Nena Thurman had a small inheritance, which the couple used to buy 9 acres on a hill in Woodstock for $7,000. They cleared the land and put up a few tents and a tepee. Then Robert Thurman had a commission to translate a Tibetan sutra, and he saved $3,000 to build a house, Nena Thurman said, “which was enough to either hire people and dig a cellar, or buy lumber. We decided to buy the lumber.”

They named the place Punya House — punya means “merit” in Sanskrit — although Nena Thurman’s brother, recruited on weekends to work, called the cellar he was digging the Gulag. 

Inspired by Buckminster Fuller, a hero of Robert Thurman’s, he topped the cabin with a geodesic dome built from shingles and plexiglass. But it leaked badly. And the couple needed more rooms for their four children: Ganden, Dechen, Uma and Mipam. So Robert Thurman took it down and built a second floor.

The home is filled with deity-tchochtkes, as Robert Thurman called the house army of Buddhas and other Indo-Tibetan figurines.

On the second floor, beams were painted with lotus flowers and other so-called lucky signs.

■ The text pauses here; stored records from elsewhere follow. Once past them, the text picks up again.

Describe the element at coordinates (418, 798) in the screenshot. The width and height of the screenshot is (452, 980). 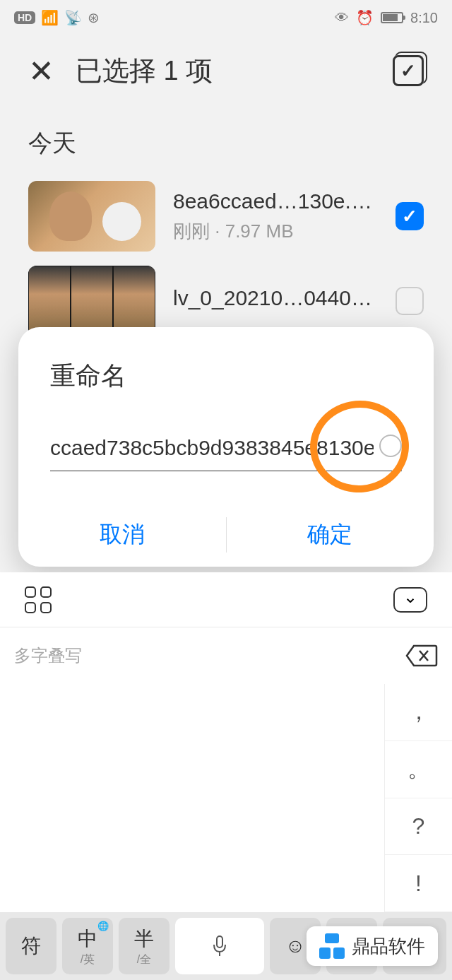
I see `punctuation-column: ， 。 ? !` at that location.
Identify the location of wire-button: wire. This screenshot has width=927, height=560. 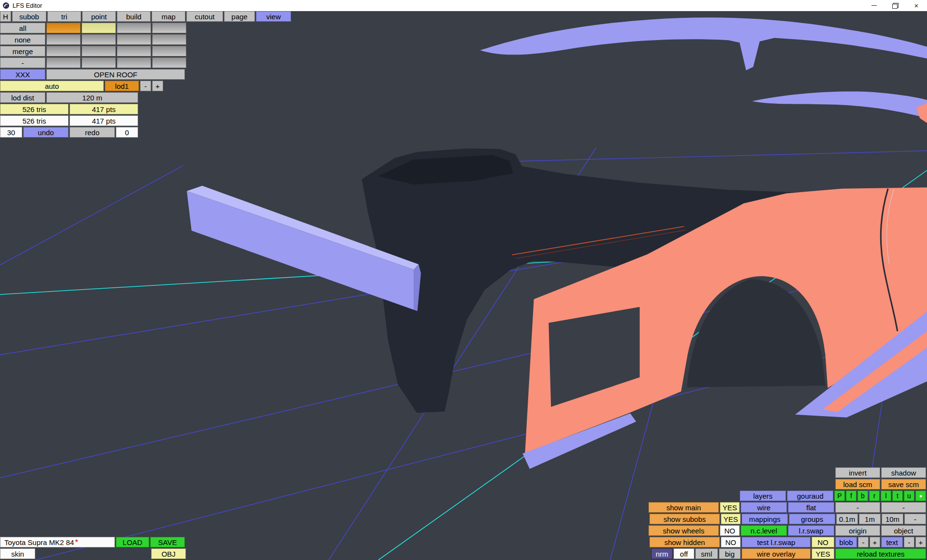
(764, 507).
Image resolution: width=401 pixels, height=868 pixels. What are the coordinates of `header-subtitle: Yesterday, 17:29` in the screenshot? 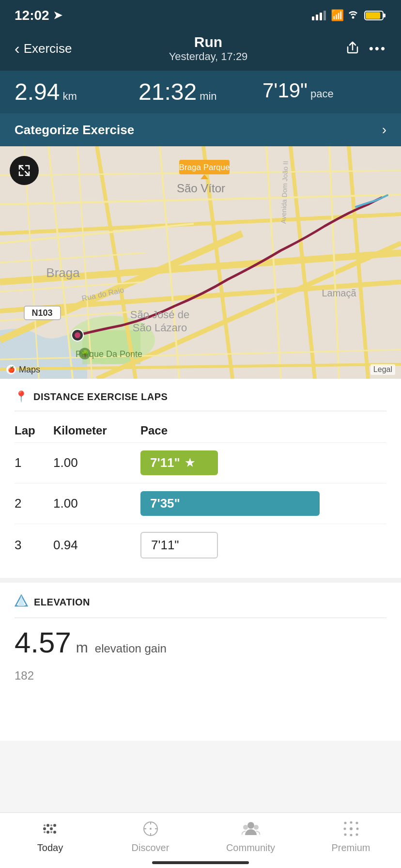 It's located at (208, 57).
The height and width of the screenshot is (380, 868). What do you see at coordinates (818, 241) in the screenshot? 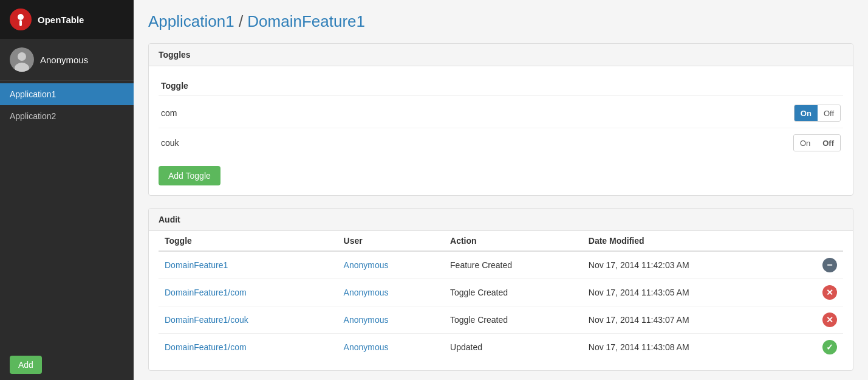
I see `col-header-actions` at bounding box center [818, 241].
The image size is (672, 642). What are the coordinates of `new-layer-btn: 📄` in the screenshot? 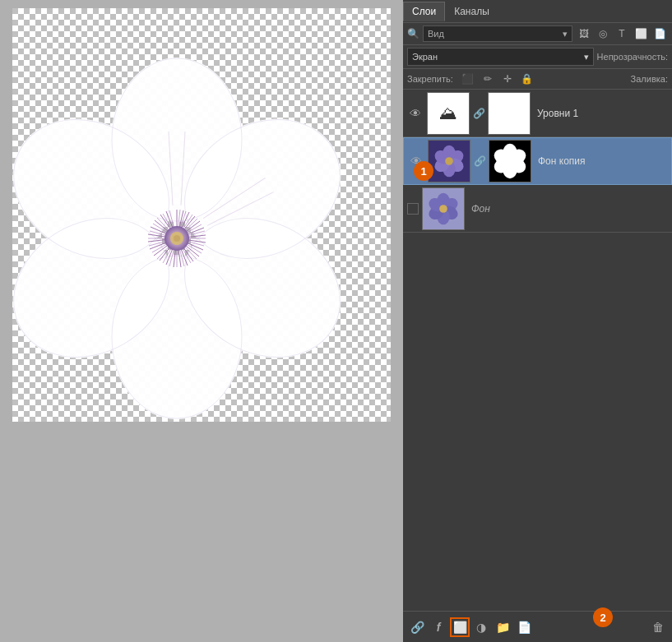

In an anteroom is a wall of 500 or 600 Tibetan sutras, each wrapped in a bright-orange cloth, that Robert Thurman has promised the Dalai Lama he will translate. Finally, up another twisting staircase, a 16-sided bedroom is overseen by a fearsome, gilded figure with 16 feet.

“I call it the terminator exterminator,” he said, “because it’s a fierce symbol of overcoming death.”

He explained how the theory of relativity is expressed in the 16 emptinesses that are the core of Buddhist teachings.

“The relative universe means there is no absolute container,” he said. “And so we are empty of any isolated, separated identity, if you follow me. We are a complete nexus of interrelatedness, which means there is nothing to do but improve.”

Nena Thurman, meanwhile, had some tips for a successful marriage.

“If you share a spiritual outlook,” she said, “it’s an area you can return to when you are having your petty struggles, which are nonsense compared to what you really care about.

"On a practical note," she added, "you have to take turns, so that no one partner becomes dominant in the relationship.”

Ganden Thurman had another theory about his parents, gleaned from reading about some early work at the MIT Media Lab having to do with interactivity, and the essential elements of human conversation.

“Turns out it’s a high degree of mutual interruptibility,” he said. “You had to have a high tolerance for that in my family. There were always a lot of ideas — and grudges, too — pouring forth. Being somewhat social oddballs who were often left to our own devices, we became, as people who are marooned together often do, a little funky.”